Can you take me home, please? I've had enough. How often the words had occurred to her. How often she felt them so important to say. She was limited. He needed something more. She needed something more.
Then he would smile at her in that way that he did, bright, full of promise, with something undefinable that was so him in it. Then he would say her name, her full name as he had a tendency to do. Martha Jones, he'd say with all of these levels of emotion and meaning wrapped up into three syllables. No one had ever made her feel so important, so empowered simply by saying her name. Then he'd wrap his arms around her and hug her with the whole of him (or at least that's what it felt like), emotion and intensity and endless care.
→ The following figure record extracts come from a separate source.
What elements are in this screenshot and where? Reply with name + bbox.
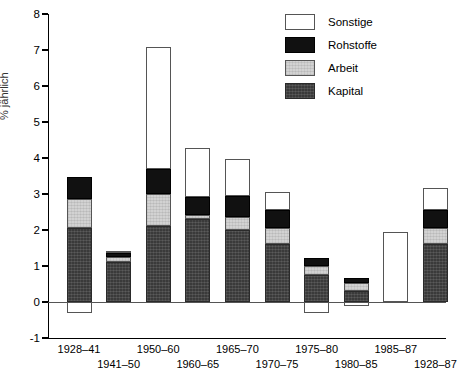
chart-legend: Sonstige Rohstoffe Arbeit Kapital: [285, 12, 445, 104]
y-tick-label: 1: [14, 261, 40, 272]
bar-segment-arbeit: [185, 215, 210, 219]
bar-segment-kapital: [67, 228, 92, 302]
y-tick-label: 4: [14, 153, 40, 164]
bar-segment-arbeit: [423, 228, 448, 244]
bar-group[interactable]: [185, 14, 210, 338]
y-tick-7: [42, 49, 48, 50]
bar-segment-kapital: [265, 244, 290, 302]
bar-segment-kapital: [185, 219, 210, 302]
bar-segment-arbeit: [265, 228, 290, 243]
bar-segment-kapital: [304, 275, 329, 302]
y-tick-label: 7: [14, 45, 40, 56]
y-tick-label: 0: [14, 297, 40, 308]
y-tick-0: [42, 301, 48, 302]
x-tick-label: 1960–65: [161, 359, 235, 370]
bar-segment-rohstoffe: [67, 177, 92, 199]
x-axis-line: [48, 338, 446, 339]
bar-segment-sonstige: [423, 188, 448, 210]
y-tick-neg1: [42, 337, 48, 338]
legend-label-arbeit: Arbeit: [328, 62, 358, 74]
bar-segment-arbeit: [106, 257, 131, 262]
bar-segment-kapital: [106, 262, 131, 302]
bar-group[interactable]: [67, 14, 92, 338]
bar-segment-sonstige: [383, 232, 408, 302]
bar-segment-kapital: [344, 291, 369, 302]
bar-segment-kapital: [423, 244, 448, 302]
legend-label-kapital: Kapital: [328, 85, 363, 97]
bar-segment-sonstige: [67, 302, 92, 313]
legend-item-kapital[interactable]: Kapital: [285, 81, 445, 100]
bar-segment-sonstige: [146, 47, 171, 169]
y-tick-5: [42, 121, 48, 122]
legend-swatch-rohstoffe-icon: [285, 37, 315, 53]
bar-segment-rohstoffe: [146, 169, 171, 194]
bar-group[interactable]: [146, 14, 171, 338]
y-tick-label: 2: [14, 225, 40, 236]
bar-segment-arbeit: [225, 217, 250, 230]
x-tick-label: 1928–87: [398, 359, 461, 370]
y-tick-6: [42, 85, 48, 86]
bar-segment-arbeit: [344, 283, 369, 291]
bar-segment-rohstoffe: [304, 258, 329, 266]
legend-swatch-sonstige-icon: [285, 14, 315, 30]
x-tick-label: 1980–85: [319, 359, 393, 370]
y-tick-label: 5: [14, 117, 40, 128]
bar-group[interactable]: [225, 14, 250, 338]
bar-segment-kapital: [225, 230, 250, 302]
bar-segment-rohstoffe: [423, 210, 448, 228]
legend-swatch-kapital-icon: [285, 83, 315, 99]
y-tick-label: -1: [14, 333, 40, 344]
y-tick-8: [42, 13, 48, 14]
x-tick-label: 1970–75: [240, 359, 314, 370]
bar-segment-arbeit: [304, 266, 329, 275]
bar-group[interactable]: [106, 14, 131, 338]
bar-segment-rohstoffe: [185, 197, 210, 215]
bar-segment-sonstige: [344, 302, 369, 306]
bar-segment-arbeit: [67, 199, 92, 228]
y-tick-2: [42, 229, 48, 230]
y-tick-3: [42, 193, 48, 194]
legend-item-arbeit[interactable]: Arbeit: [285, 58, 445, 77]
bar-segment-rohstoffe: [106, 253, 131, 257]
bar-segment-rohstoffe: [225, 196, 250, 218]
x-tick-label: 1975–80: [280, 344, 354, 355]
y-axis-title: % jährlich: [0, 72, 10, 120]
legend-item-sonstige[interactable]: Sonstige: [285, 12, 445, 31]
x-tick-label: 1965–70: [200, 344, 274, 355]
bar-segment-sonstige: [185, 148, 210, 197]
x-tick-label: 1950–60: [121, 344, 195, 355]
legend-label-sonstige: Sonstige: [328, 16, 373, 28]
y-tick-label: 6: [14, 81, 40, 92]
bar-segment-sonstige: [106, 251, 131, 253]
x-tick-label: 1941–50: [82, 359, 156, 370]
y-tick-label: 8: [14, 9, 40, 20]
bar-segment-sonstige: [304, 302, 329, 313]
legend-label-rohstoffe: Rohstoffe: [328, 39, 377, 51]
bar-segment-arbeit: [146, 194, 171, 226]
legend-item-rohstoffe[interactable]: Rohstoffe: [285, 35, 445, 54]
y-tick-1: [42, 265, 48, 266]
x-tick-label: 1928–41: [42, 344, 116, 355]
y-tick-4: [42, 157, 48, 158]
y-axis-line: [48, 14, 49, 338]
bar-segment-sonstige: [265, 192, 290, 210]
bar-segment-rohstoffe: [344, 278, 369, 283]
bar-segment-sonstige: [225, 159, 250, 196]
bar-segment-rohstoffe: [265, 210, 290, 228]
legend-swatch-arbeit-icon: [285, 60, 315, 76]
y-tick-label: 3: [14, 189, 40, 200]
bar-segment-kapital: [146, 226, 171, 302]
x-tick-label: 1985–87: [359, 344, 433, 355]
He did all of those things at exactly the right moment, and she found the words dying on her lips turning instead into a soft, inaudible sigh. It felt like nearly everything she wanted, everything she dreamed of while lying in bed at night. Martha couldn't give up, even if she kept on dreaming. In her dreams, she pressed her lips against his and it meant to him what it would mean to her, not a genetic transfer, but everything she wanted.
When she finally went home for good, she didn't ask him. She said goodbye and walked out. She didn't leave because what she'd just been through was too horrible and far too much for her to manage traveling by his side any longer.
It was because all she wanted at the end of that year was to have the courage and strength to let go of what she could never have.